The results of the two processes show that the overwhelming majority of low-income residents agree that the DTES is a real community where people know each other and feel comfortable and at home. ”Here people stick up for each other and take care of each other,” said one vision session participant. Residents like the people, the community, the services and the non-judgmental nature of the neighbourhood. An astounding ninety-five percent of questionnaire respondents said they would like to continue to live in the DTES if they had safe, secure housing.
Residents also had remarkable agreement on what is needed to improve their lives in the DTES. About 86 percent thought welfare rates should be raised to about $1300 a month, (the federal market basket poverty line). Eighty-eight percent thought government should build affordable housing in the community. “I’m tired of “having to choose between types of bad housing,” said one woman, “mice running in mattresses versus never clean washrooms versus bedbugs.” Eighty-seven percent wanted more alcohol and drug treatment services.
Answers to several questions about condo development in the community reveal that over two-thirds of residents don’t want condos dominating the neighbourhood, and are afraid that poor bashing will increase if this happens.
Many folks in the vision sessions wanted to get the message out to the broader city that the DTES is “more than 4 blocks of hell. We have creativity and intelligence.”

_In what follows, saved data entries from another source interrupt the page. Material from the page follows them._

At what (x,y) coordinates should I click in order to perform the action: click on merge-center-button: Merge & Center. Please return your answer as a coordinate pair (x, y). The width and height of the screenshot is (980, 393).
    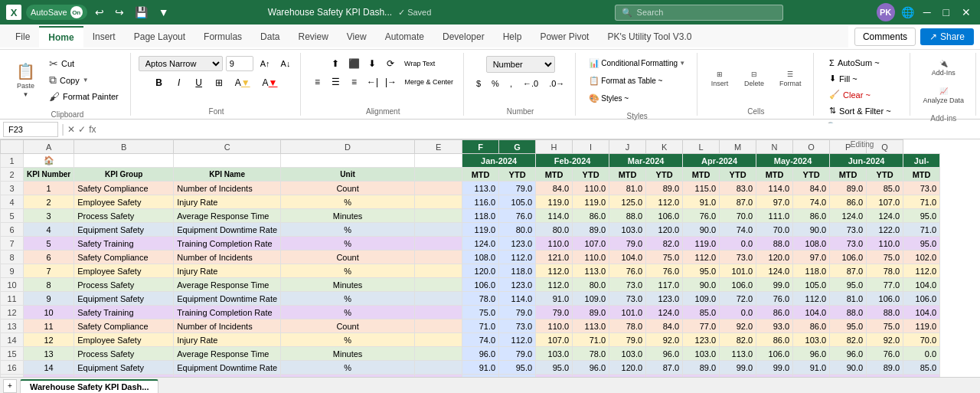
    Looking at the image, I should click on (429, 82).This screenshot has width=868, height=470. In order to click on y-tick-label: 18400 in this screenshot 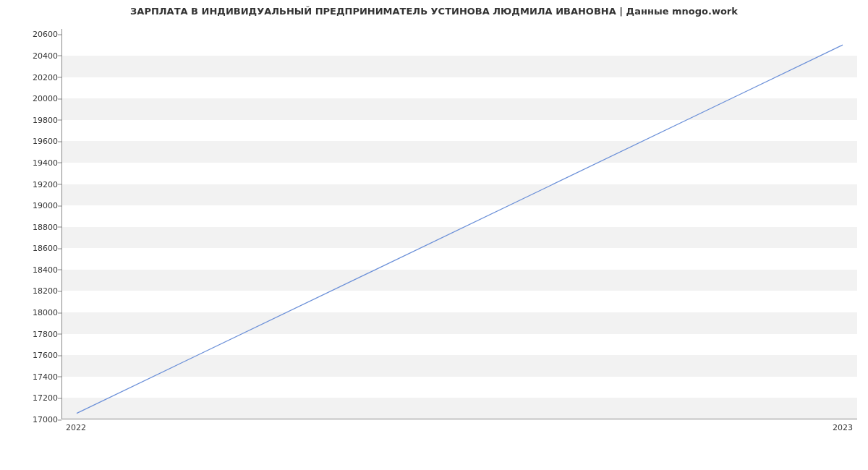, I will do `click(36, 269)`.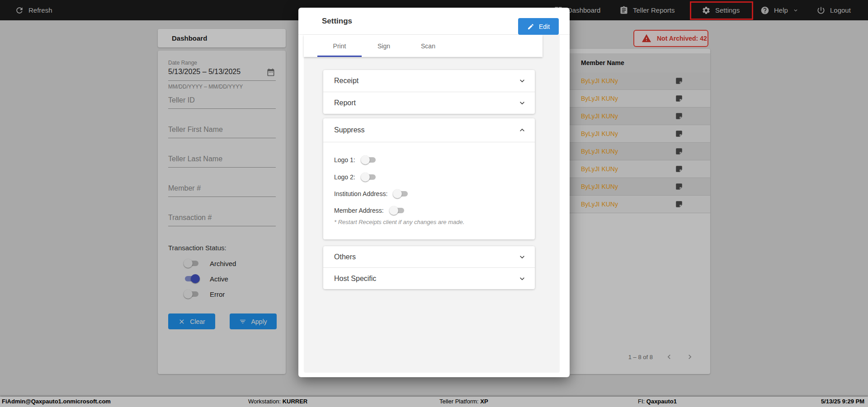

The report was written by Wendy Pedersen and Jean Swanson with help from CCAP volunteers and the Low-Income Land Use and Housing Coalition (LILAHC), a coalition of DTES residents and groups who want redevelopment of the DTES to be based on the voices and vision of its current low income majority.

4 Comments
July 29, 2008 at 7:10 pm
Would I be able to download a copy of this article online?
Please send me a link.
Thank you very much.
Goh
July 30, 2008 at 9:51 pm
Just click on the picture to download the file, Goh. However, if you need the exact url, it’s http://ccapvancouver.files.wordpress.com/2008/07/ccapvisionwebsm.pdf
August 13, 2008 at 1:41 pm
I’m a disabled resident of the DTES. This is my home. The problem that I face is just like everyone else’s. I am disabled in a first world country that doesn’t allow me to live above the poverty line simply because my body isn’t ‘able’. This is such a disgusting crime that our MLA’s and other politicians should be completely ashamed of and fix it right now.

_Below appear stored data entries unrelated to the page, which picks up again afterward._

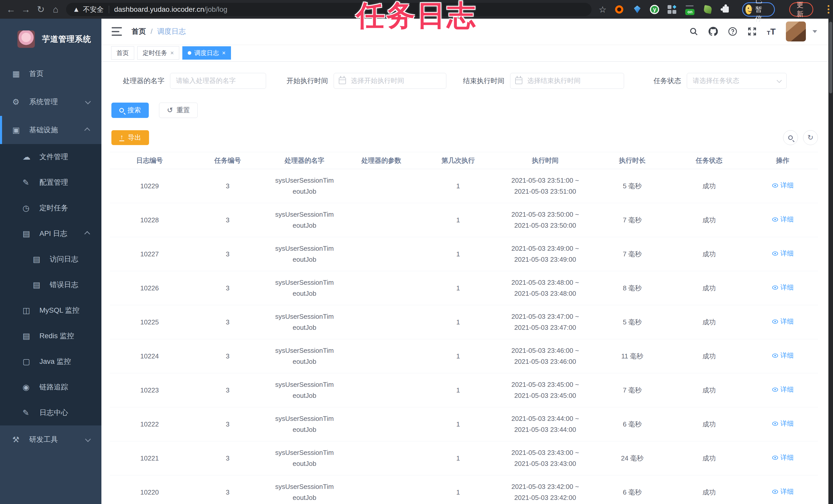  Describe the element at coordinates (810, 137) in the screenshot. I see `refresh-table-button: ↻` at that location. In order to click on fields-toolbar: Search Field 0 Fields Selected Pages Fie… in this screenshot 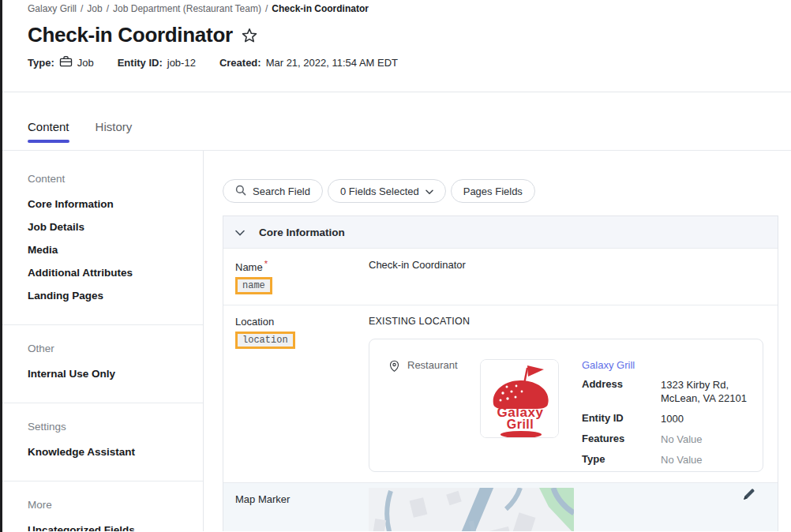, I will do `click(500, 191)`.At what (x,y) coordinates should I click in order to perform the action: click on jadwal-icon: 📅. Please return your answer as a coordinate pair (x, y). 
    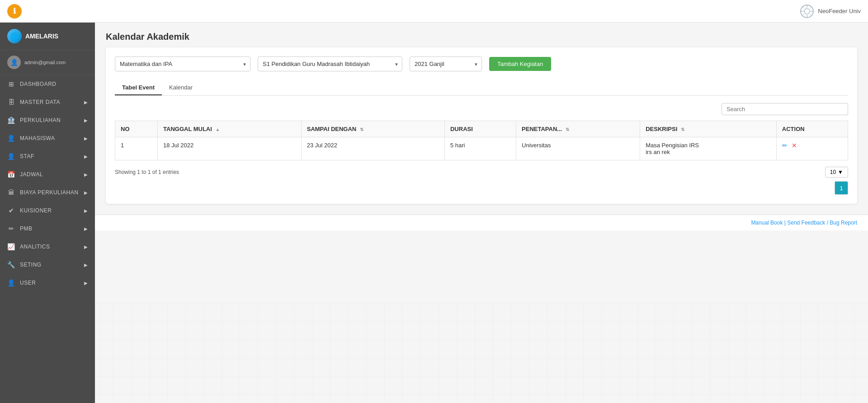
    Looking at the image, I should click on (11, 174).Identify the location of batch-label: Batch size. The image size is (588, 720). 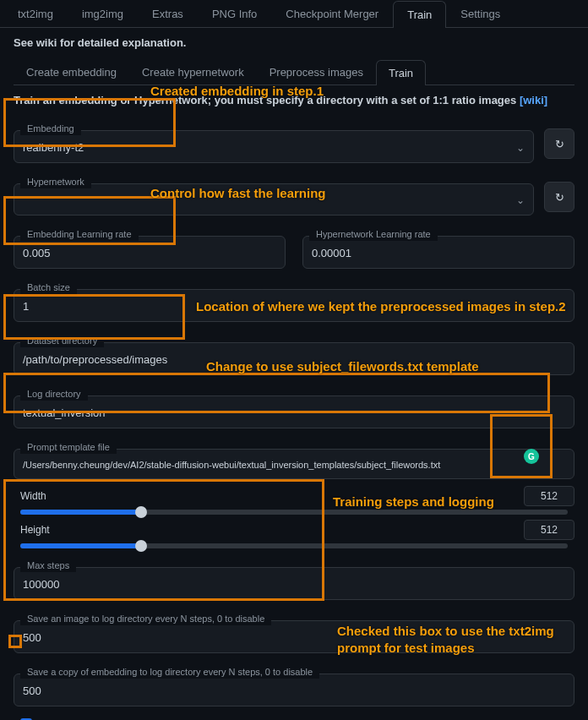
(49, 287).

I am forced to live in a bed-bug hotel because my body isn’t ‘able’. I can’t explain in words what a completely inhumane and undignified way this is to live.
I look forward to reading the report and will write about it in ARA’s newsletter. ARA is a mental health action, research and advocacy group located in the DTES. We help many people with just about ANY issue they have, whether it be a court date, housing, or just plain having support while we go through our unwarranted crises that the government thinks is OK to bestow upon us through treating us as lepers.
I say to people, ‘my body may not be the greatest but I still have my mind, and with that I keep fighting.’
August 22, 2008 at 3:46 am
I just posted an interview Robert gave me at the Folk Fest 2008.